Just as a last ditch effort before calling some data recovery service
company, I thought why not give it a try on the Linux box (which was
able to mount it read-only, the G4 didn't even do that!). The Linux box
is reading the disk connected via USB and had finished about 9GB by the
time I left without any errors. Now the only problem is that the disk is
38GB whereas I had only 32GB free on the Linux box!

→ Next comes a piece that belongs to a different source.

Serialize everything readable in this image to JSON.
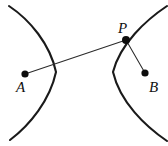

Need to take my
external 500GB disk along tomorrow.

 You should:
 - attach the disk to an internal IDE (or sata) cable
 - use dd_rescue to copy the image to a file (can be long) (or
   gddrescue)
 - fsck the copied image.
 
 Do not run fsck on a failing disk, it will make thing worse.
 
 HTH
 

The .img image(38GB) that ddrescue is creating, do I use fsck.hfsplus on
it or just fsck?

Thanks
KS.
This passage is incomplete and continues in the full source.